The negative side will be devastating and immeasurable for him as a person and a leader. It will be hard for him to expect people to take him seriously in whatever he says now and into the future. He will lose confidence even from those he may have inspired up to this point of serious error of judgement. The country, like the rest of the world, is facing a devastating pandemic which requires all hands to be on deck and the President must be seen to be a credible person in words and deeds in spreading the word on Coronavirus pandemic. So if he doesn’t walk the talk, he cannot remotely or otherwise expect citizens walk such talk. The long and short of it is that some people, generally speaking, won’t take him seriously. He will live to face a hostile nation. Did the President have to travel to Namibia?

I have partly answered this question above. But to be brutally honest, there was no compelling reason to do so amidst the Coronavirus requirement that movement of people should be restricted. At the time of writing this article, there was no reported and confirmed Coronavirus case in the country.

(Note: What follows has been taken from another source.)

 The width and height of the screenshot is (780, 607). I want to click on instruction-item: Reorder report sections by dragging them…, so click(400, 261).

Yet, the precautionary message is that we should restrict unnecessary travelling. Now for the President to have travelled to a country with confirmed cases of the pandemic was grossly irresponsible and against the World Health Organisation’s protocols governing such pandemic.

Let me make a few comments and observations on the situation with regards to the Coronavirus in Botswana. One should be happy that against all odds, Botswana has no confirmed cases of a Coronavirus patient(s) at the time of writing this article. One prays that we keep the zero number at the foot of the graph until eternity. What strategies is Botswana using that other countries even the wealthiest of the wealthy are failing to? Have we acted faster and proactively enough than other countries like South Africa who is the neighbour Botswana interacts with heavily on so many fronts particularly economically but whose pandemic numbers are increasing exponentially?

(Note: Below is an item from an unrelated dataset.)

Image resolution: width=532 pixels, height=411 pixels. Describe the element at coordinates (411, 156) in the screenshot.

We are told by scientists that Coronavirus reached our neighbours who have already recorded confirmed cases via people who would have visited countries far hit by the pandemic. Botswana has before putting the current stringent measures on people arriving from the hard hit countries, admitted such people into the country. I am not sure whether these people have been followed after arriving to be tested for the virus symptoms. On the basis that measures were not as stringent as they are today, it could reason that those people have not been followed to test them. I stand corrected as always. Against this background, can it be said reasonably that such people who arrived before the current measures, have not or may have not brought the virus as they did in countries with confirmed cases. These people would have arrived by air, land and some even through un-gazetted points of entry? I am not by any wildest dream being cynical but ‘thinking outside the box.’

I had a conversation with a fellow Motswana who made a profound observation. He asked rather rhetorically but pointedly to say: apart from testing people for symptoms who arrive from outside the country, is such test undertaken randomly from members of the public during road blocks to ascertain whether such symptoms obtain. This random testing could in some way pick up some of us who may have come into contact with those who may have arrived before the stringent measures were put in place. Without been discriminatory, wouldn’t it do some good for example to randomly test commuters boarding public transport or better still in the malls? These random testing would require resources but police at road blocks and a few other people at bus terminuses should not be a problem. I guess compatriots, generally speaking, recognise the devastating consequences this pandemic brings whereupon most of them would be amenable to random testing.

When all is said and done, I maintain that the President should, in his own interests and in the spirit of social cohesion, apologise for the Namibian trip. With him spoiled for choice in terms of communications machinery as a Head of State and particularly with the risk of him coming into contact with someone touched by the virus, he would have had a conversation with the aid of technology. I expect journalists to engage him on the Namibia ‘escapade’ the next time he addresses a press conference. Botswana may if my observations and comments on Coronavirus are correct and God forbid, be sitting on a pandemic time bomb planted by the earlier arrivals and acceptance into the country by those who arrived from the hard hit countries and whose Coronavirus may not be known. Neither will as a consequence, be the status of those they may have crossed paths with and who are presently resident in this country. I am not being pessimistic but that it is hard for me to ignore the pre-stringent measures period for doing so could prove deadly in the long run. I am prepared to be persuaded otherwise as always. Judge for Yourself!